After training the model, Crossfield compared its forecasting errors to those of a naive benchmark using a set of homes not included in the model’s training set. She treated a home’s total assessed value at the time of last sale as the naive benchmark forecast. The model Crossfield built proved to be competitive with the benchmark in predicting the sale price of the homes held out of the training set. She viewed this simple model as a promising start to the forecasting effort.
After evaluating the model’s ability to predict historical sale prices, Crossfield deployed the model on all the transaction-level data in order to come up with current estimates of property values. For this purpose, she needed to update one of the predictor variables in her model. Specifically, she replaced the total assessed value from the year of the last sale with the property’s current total assessed value. With this change, she was able to deploy the model to predict current property values. These predictions, which she called “current estimates,” would be comparable to Zillow’s Zestimates. See Exhibit 2 for a flow chart of the steps she followed to generate the forecast data.
Visualization Data Preparation
To create the tool’s visualization, she planned to map each listing/property in Albemarle County and include details like current property estimate, school district boundaries, and listing price for listed homes. Before building the visualization, Crossfield tracked down some additional data, including homes on the market and shapefiles used to plot boundaries on the map.
Instead of using Zillow’s site to generate a list of homes for sale, Crossfield decided to use a specialized local site, mycaar.com, run by the Charlottesville Area Association of Realtors (CAAR). Crossfield recorded the address, listed price, and year built for a handful of homes listed on the website.14
She then used this information to join listing prices of available homes to the table that included current estimates.

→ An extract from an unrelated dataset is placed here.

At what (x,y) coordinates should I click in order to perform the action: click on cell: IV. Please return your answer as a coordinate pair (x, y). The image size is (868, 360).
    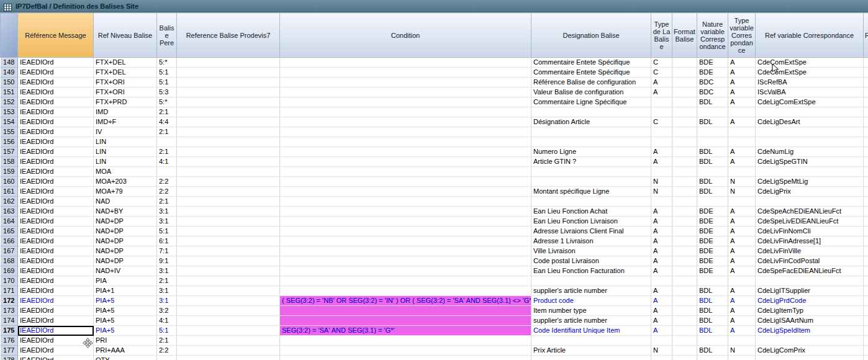
    Looking at the image, I should click on (125, 132).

The only data this new table lacked were shapefiles that included information for each current parcel’s boundaries and each elementary-school district’s boundaries, in the form of a polygon for visualization.
Conveniently, the county provided these shapefiles—one for parcels and one for the elementary-school districts.15 Because each shapefile also included a Geographic Parcel Identification Number (GPIN),16 Crossfield used this field to join both shapefiles—the parcel shapefiles and the school district shapefiles— together, and then joined these to the new table that contained current property estimates and listing information. After this final merge, Crossfield and Stiernstrand could easily create a map that would highlight the most valuable real estate listings that matched a client’s wish list, reducing the time spent searching for properties.
Exhibit 3 contains a flow chart of the steps involved in preparing the data for visualization. The data for visualization, up to but not including information from the shapefiles, were stored in a table called “tool_data.” See Exhibit 4 for this table’s file layout.
Lining Up Some Home Tours
In the coming weeks, Sabor and her family were planning to visit Charlottesville to tour available homes. Stiernstrand hoped to identify at least 12–15 homes worth touring. The Sabors’ budget for a home was somewhere in the range of $500,000 to $1.5 million. They would go to the high end of this range if they thought they had found a bargain. At the lower end, the family would have money left over to upgrade the home.
Stiernstrand saw this as the perfect opportunity to put the new DIY home-searching tool to the test. If the tool could help identify appropriate properties for the Sabors, his side project might have the potential to assist additional clients and improve his business along the way.